Monday, Jun. 04, 1956

Capsules

In a 14-lb., 3,122-page volume rolling off the presses this week, the igth edition of the American Medical Directory (first since 1950), the A.M.A. lists 240,638 physicians in the U.S. and Canada; 46,348 names have been added and 25,397 deleted because of death or retirement. Net gain in the U.S.: 16,784.

Life was far rougher on the nervous system 2,000 years ago than now, said the University of Maryland's Dr. Louis A. M. Krause: "The good old days are today . . . Living with the dread of punishment from any number of gods was much worse than today's problems of how to pay your taxes or buck heavy traffic."

For the first time, alcohol last year killed more Frenchmen than tuberculosis: 17,400 deaths from alcoholism and cirrhosis of the liver, with the rate still going up; 13,300 from TB, with the rate still going down.

Wilhelm Reich, 59, once-famed follower of Sigmund Freud, lately better known for unorthodox sex and energy theories, drew a sentence (suspended) of two years in prison from U.S. District Judge George C. Sweeney in Portland, Me. for violating an injunction by distributing "orgone energy accumulators," touted to heal burns, prevent cancer.

Drugs to lower the blood pressure are being used promiscuously, said Marquette University's Dr. Francis D. Murphy in Postgraduate Medicine. "In some instances . . . the results are detrimental. The ecstasy with which these drugs are reported, sold and used requires considerable modification."

Britain, which has completed only one major hospital since World War II, and has a majority of hospitals over 50 years old, lags far behind Western Europe in facilities for the sick, Liverpool Surgeon James Bagot Oldham complained in a letter to the London Times. Said a colleague: "Our hospitals are like broken-down, back-street pubs compared with modern luxury hotels. The beer is just as good, but that's all you can say in their favor."

Davis Stern, 68, alias "Dr. David Stern," who has practiced medicine in Minnesota off and on since 1919 and claims to have performed 7,000 operations (mostly in state institutions), pleaded guilty to practicing medicine without even a basic science certificate. He at tended medical school at N.Y.U. for only a short time in 1907. With a one-year jail sentence suspended, Stern got permission to leave the state for cancer treatment in Manhattan.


* [About this exercise]: Go through the data and copy each line where the word "Image" shows up.

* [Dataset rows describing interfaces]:

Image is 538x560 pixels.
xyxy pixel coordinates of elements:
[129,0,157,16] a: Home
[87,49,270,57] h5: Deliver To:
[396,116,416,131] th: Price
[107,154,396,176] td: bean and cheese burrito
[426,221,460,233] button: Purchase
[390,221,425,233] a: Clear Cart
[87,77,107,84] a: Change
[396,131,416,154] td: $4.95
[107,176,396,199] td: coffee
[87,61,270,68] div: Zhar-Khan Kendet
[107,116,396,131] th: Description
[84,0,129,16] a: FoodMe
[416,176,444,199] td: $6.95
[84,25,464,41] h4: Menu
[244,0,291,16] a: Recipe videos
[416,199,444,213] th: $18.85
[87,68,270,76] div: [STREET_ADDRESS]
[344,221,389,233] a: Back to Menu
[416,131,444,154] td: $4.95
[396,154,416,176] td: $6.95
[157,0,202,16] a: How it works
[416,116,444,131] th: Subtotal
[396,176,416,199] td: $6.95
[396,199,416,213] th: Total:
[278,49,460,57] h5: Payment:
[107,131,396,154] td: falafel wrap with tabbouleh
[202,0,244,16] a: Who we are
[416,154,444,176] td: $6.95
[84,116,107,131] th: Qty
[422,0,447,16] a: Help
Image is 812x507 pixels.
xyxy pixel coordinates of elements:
...
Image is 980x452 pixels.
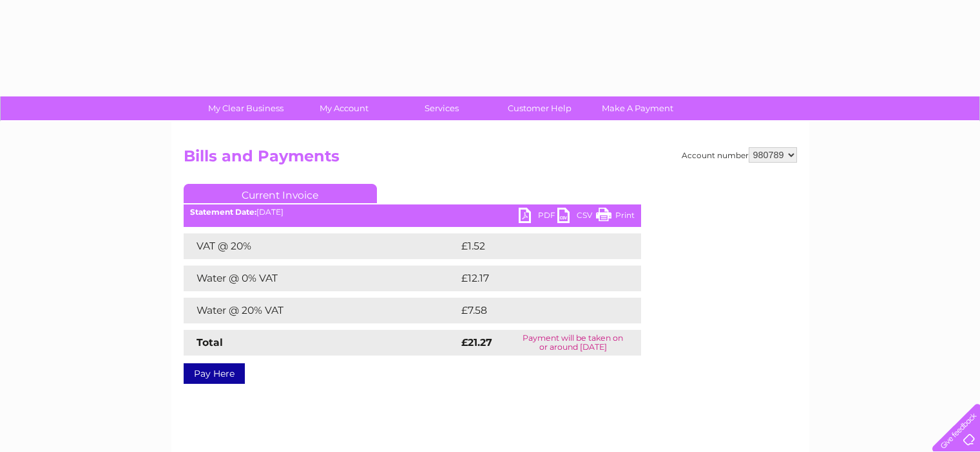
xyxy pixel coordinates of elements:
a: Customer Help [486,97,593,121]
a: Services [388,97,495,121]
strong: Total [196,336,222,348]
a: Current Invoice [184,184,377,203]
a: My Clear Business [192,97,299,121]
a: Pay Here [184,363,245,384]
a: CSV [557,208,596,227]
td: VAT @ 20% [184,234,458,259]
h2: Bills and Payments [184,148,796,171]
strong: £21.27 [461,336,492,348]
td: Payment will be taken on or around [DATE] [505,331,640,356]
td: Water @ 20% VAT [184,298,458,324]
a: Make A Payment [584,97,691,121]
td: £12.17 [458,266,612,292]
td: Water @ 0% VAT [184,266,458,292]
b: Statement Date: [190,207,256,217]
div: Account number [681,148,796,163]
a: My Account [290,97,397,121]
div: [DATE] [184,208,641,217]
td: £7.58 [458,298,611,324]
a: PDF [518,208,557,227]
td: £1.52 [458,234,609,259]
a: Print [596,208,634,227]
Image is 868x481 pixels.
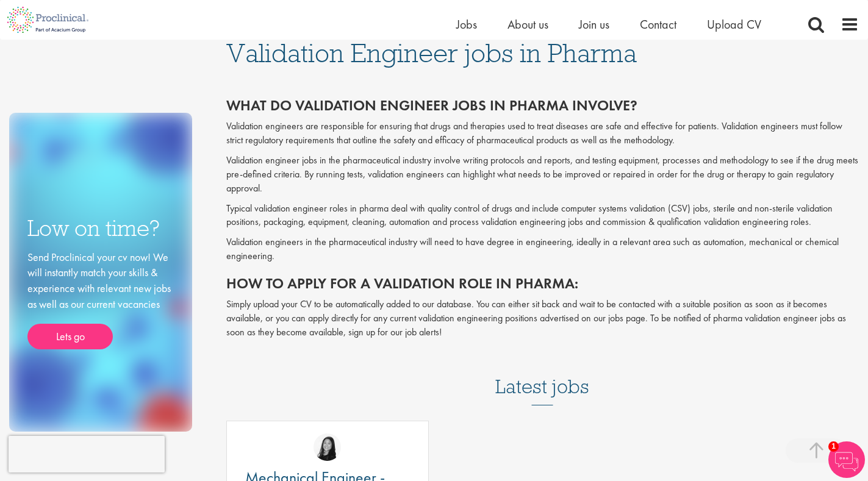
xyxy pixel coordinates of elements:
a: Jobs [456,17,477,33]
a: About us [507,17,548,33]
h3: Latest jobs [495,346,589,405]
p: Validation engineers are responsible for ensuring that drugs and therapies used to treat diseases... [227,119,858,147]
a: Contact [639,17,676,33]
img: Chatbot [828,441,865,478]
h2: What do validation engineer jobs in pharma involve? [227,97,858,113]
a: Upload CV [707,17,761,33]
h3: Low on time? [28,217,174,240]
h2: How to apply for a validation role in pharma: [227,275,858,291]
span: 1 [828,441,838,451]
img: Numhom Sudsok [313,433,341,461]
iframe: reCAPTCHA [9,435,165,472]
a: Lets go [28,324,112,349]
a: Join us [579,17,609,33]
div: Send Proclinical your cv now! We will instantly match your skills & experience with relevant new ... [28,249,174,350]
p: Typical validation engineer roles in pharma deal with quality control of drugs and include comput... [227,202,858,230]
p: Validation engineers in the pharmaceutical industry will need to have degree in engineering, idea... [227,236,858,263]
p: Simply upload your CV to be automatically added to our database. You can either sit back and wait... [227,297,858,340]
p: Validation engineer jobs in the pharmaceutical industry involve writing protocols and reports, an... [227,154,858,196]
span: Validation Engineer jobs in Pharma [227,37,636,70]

* [Worked solution]:
Image is 538x560 pixels.
Image is 812x507 pixels.
Image is 980x452 pixels.
Image is 868x481 pixels.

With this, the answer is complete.